Hi,
My dad is a Forex newbie and I know nothing about Forex at all. A few days ago my father came up with an algorithm that he has been testing using play-money. Although all his other ideas failed, this algorithm has yielded 38 consecutive wins for him with 0 losses. Could this just be a coincidence, or does he really have something here? He is reluctant to believe that a newbie like him could create such an effective money-machine so quickly.
That would most surely be statistically significant. As long as his risk isn’t highly overshadowed by his reward, it could be a fairly significant algorithm.
I’d be curious to know what the drawdown is on his system (the max loss on any one trade before it turns out to be one of his winners). Also, what his risk/reward expressed as a fraction?
I once generated a neural net program to predict moves in the S&P 500 based on the price of gold. I was amazed with the good results. Turned out, it was using the London price, hours ahead of the NY market. It wouldn’t work once the time difference was accounted for. This is an example of postdiction.
If you take 1000 people and split them into two groups of 500 and have them flip coins against each other, one-on-one, by the time you get down to the last two flippers, they will have won hundreds of tosses in a row. Are they really good coin flippers?
I can design a Martingale system that will win one hundred trades in a row, as long as I’m willing to lose even more when a single loss comes around. The math of that system can’t be beat. People have tried for hundreds of years. Casinos love martingale players. In the end, the casino always takes all their money.
There are lots of possibilities like these. In my own humble opinion, it’s best to find an expert to look it over. Don’t risk any real money until it’s carefully checked, and even then, make it a very very small amount.
I am fairly sure its nothing like that… this is happening right now in real time with play money in metatrader 4.

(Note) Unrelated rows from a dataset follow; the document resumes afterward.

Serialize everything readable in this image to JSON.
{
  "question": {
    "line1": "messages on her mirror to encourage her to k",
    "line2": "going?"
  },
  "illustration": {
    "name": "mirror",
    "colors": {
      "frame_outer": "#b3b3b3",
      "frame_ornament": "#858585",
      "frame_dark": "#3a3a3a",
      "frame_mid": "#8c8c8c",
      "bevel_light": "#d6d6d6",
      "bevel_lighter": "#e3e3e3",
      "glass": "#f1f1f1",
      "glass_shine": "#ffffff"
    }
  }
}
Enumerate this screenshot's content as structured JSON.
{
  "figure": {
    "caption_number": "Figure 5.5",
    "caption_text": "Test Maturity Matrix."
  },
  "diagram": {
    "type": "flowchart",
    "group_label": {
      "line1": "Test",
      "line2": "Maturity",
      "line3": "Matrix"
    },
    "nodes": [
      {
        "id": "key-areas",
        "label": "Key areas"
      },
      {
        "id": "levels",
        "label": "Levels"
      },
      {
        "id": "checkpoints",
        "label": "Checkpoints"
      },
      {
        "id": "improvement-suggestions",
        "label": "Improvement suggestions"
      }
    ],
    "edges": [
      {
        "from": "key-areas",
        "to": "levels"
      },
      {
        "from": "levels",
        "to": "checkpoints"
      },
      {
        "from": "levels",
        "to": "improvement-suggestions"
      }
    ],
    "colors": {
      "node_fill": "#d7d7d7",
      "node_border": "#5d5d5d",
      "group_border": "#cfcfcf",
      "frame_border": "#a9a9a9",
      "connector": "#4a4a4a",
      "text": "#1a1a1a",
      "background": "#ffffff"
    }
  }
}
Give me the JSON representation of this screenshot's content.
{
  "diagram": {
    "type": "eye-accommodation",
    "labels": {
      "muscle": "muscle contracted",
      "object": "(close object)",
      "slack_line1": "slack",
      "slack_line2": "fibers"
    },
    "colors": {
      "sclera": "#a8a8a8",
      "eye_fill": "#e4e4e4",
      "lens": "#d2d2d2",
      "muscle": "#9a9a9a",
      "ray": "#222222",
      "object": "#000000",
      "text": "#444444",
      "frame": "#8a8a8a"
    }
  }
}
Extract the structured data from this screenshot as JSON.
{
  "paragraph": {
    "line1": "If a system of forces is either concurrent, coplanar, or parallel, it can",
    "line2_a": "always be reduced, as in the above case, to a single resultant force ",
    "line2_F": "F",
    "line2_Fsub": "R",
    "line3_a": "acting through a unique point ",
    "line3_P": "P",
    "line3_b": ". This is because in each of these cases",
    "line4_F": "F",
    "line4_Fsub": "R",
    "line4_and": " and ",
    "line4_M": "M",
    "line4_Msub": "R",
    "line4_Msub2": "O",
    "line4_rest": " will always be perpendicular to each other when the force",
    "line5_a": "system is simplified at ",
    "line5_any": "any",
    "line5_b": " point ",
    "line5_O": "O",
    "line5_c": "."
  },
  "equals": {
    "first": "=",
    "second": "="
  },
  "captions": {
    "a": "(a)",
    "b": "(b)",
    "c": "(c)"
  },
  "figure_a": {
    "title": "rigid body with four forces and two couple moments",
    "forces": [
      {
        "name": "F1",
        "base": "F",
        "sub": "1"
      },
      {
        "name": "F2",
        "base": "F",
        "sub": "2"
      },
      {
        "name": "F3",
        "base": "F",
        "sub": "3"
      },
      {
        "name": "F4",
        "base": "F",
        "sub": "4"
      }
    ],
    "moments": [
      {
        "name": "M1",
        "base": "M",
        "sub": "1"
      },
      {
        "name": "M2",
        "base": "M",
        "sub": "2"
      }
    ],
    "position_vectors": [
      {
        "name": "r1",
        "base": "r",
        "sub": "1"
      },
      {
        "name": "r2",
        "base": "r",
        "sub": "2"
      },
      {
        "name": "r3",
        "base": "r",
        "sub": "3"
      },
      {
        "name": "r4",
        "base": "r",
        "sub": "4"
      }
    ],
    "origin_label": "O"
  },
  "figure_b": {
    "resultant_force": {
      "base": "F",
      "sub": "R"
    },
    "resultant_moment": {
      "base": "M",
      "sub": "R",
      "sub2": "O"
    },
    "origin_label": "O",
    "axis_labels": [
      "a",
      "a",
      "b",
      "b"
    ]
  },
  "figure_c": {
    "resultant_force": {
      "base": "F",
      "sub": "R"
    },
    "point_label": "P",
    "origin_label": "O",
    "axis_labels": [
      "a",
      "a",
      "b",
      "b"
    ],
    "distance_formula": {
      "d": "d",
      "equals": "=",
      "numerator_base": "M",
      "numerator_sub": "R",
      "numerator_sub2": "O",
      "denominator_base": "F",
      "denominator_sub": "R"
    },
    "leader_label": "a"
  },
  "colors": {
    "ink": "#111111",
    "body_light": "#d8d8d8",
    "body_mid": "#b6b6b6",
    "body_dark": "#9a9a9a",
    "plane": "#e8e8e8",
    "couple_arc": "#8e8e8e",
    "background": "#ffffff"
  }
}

If you take 1000 people and split them into two groups of 500 and have them flip coins against each other, one-on-one, by the time you get down to the last two flippers, they will have won hundreds of tosses in a row.
Actually, by the time you get down to the last two flippers, they will both have won only 8 times. To get 2 people who won 100 tosses in a row you need 1 nonillion people. Thats 10 to the power of 30.
I can design a Martingale system that will win one hundred trades in a row, as long as I’m willing to lose even more when a single loss comes around. The math of that system can’t be beat. People have tried for hundreds of years. Casinos love martingale players. In the end, the casino always takes all their money.
There are lots of possibilities like these. In my own humble opinion, it’s best to find an expert to look it over. Don’t risk any real money until it’s carefully checked, and even then, make it a very very small amount.
Yeah - well thing is there hasn’t been a loss yet. Thats really what makes this so hard to analyze. And there is no sales pitch because if this is as good as it seems then he is keeping this to himself ;).
Can anyone give me an example of one of these algorithms that can win 99% of the time but lose big when it loses?
It need not even be an algorithm. If you risk 1000 pips for a potential return of 20 pips, that’s 50:1 risk/reward. You could flip a coin and enter based on just that result. You could win 50 times out of 51, but that 1 loss will wipe out whatever profit you made the 1st 50 rolls.
If your results are genuine WITH good positive expectancy and sample size is large enough to provide statistical significance, then you might have a working system.
-Edit-
In other words, winning 38, 40, 50, 100 times in a row is meaningless without context. What is that context? Stop loss.
I dont think 38 trades is enough to evaluate any algorithm there could be a gaping hole in it somewhere that would not have shown itself in only 38 trades, to test it properly and get a realistic sample you should run it through several hundred trades
On a serious note, when I first started this, the demo account I was using, had all the attributes, and bells and whistles of the real deal.
It did, with one minor exception.
The “market buy”, or “market sell”, on the demo account, was based off of the “last”.
So, even though the ask was 3 pips higher than the bid, if someone on a live account sold, the bid number would light up as the “last”. If I hit buy then, I would buy at the bid, and be 3 pips up whenever someone sold at the ask price.
I made about 75,000 of funny money in about three days.
Of course I figured out that would never work, and then went back to the drawing board, but make sure it’s not some odd anomaly with the platform you are using.